By clearly drawing the connection between the greedy, “evil” locusts and the community’s leaders, Rajaratnam criticises authority without empathy. He reminds that self-serving authority figures are no different from the locusts which consume the community’s resources without a thought for their needs. By situating this message within his wider emphasis on the helplessness of the people, he reminds leaders everywhere to put their greed aside and serve the people first. He also addresses the people themselves in the description of the man crushing the locust and throwing it aside—it is a subtle but powerful call to revolt against society’s unsavoury establishments and individuals.
On the Rest of the Anthology
The seven short stories offer a surprising revelation into the extent of Rajaratnam’s incredible literary wit, early views and the geographical, societal and political landscape of the 1940s and 1950s. The Tiger features a Malay woman’s encounter with a tiger in rural Malaya. While the story centres around the connection she has with the tiger over the shared experience of motherhood, it is a rare glimpse into the forested and wild geography of Malaya at that time. Readers can also see how the society functioned then—from how they bathed in rivers, to how the men were associated with activities like hunting and keeping the community safe and the differing attitudes towards nature between women, men and the older generation. The most unique of the seven stories is The Terrorist, which is far removed from any rural setting. The story depicts two men, The Khan and Sen, apparently from the same secret organisation, travelling on a train towards Mindapore.
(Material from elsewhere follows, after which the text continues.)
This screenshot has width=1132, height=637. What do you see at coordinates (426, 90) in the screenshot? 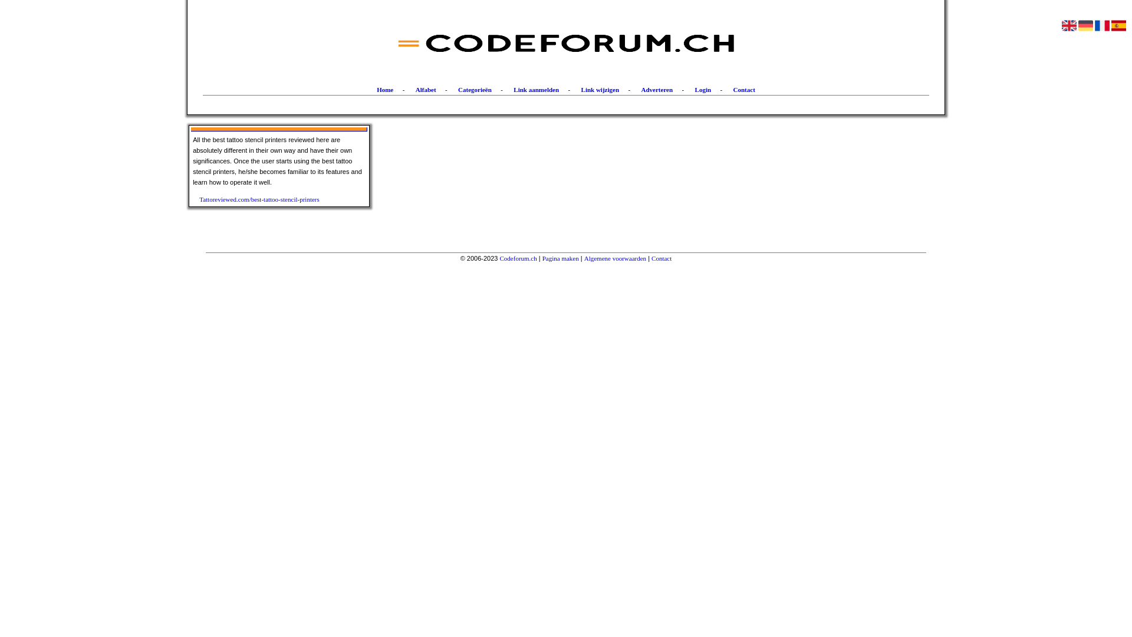
I see `Alfabet` at bounding box center [426, 90].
While The Khan is experienced, this is Sen’s first assignment: his task is to assassinate a certain Sir Lal Chand while he sleeps in his cabin. The narrative is gripping and tension-filled; its pace as rhythmic and swift as the train the characters are on. The Terrorist reads like a psychological thriller—Rajaratnam aligns the reader’s sympathies with Sen from the beginning, vividly translating his sweaty-palmed fear and heart-stopping panic at every step of the way.
While his fiction presents a writer concerned with societal issues, Rajaratnam’s plays were written with the specific purpose of spreading the PAP’s messages to the people during a politically charged period in Malaya’s history. In them, he clearly criticised opposition parties, called for people to use rationale instead of emotions and powerfully persuaded the public to take an interest in politics.
In all, The Short Stories and Radio Plays of S. Rajaratnam is a worthy read and tribute to Rajaratnam’s contributions to both Singapore politics and to the literary world.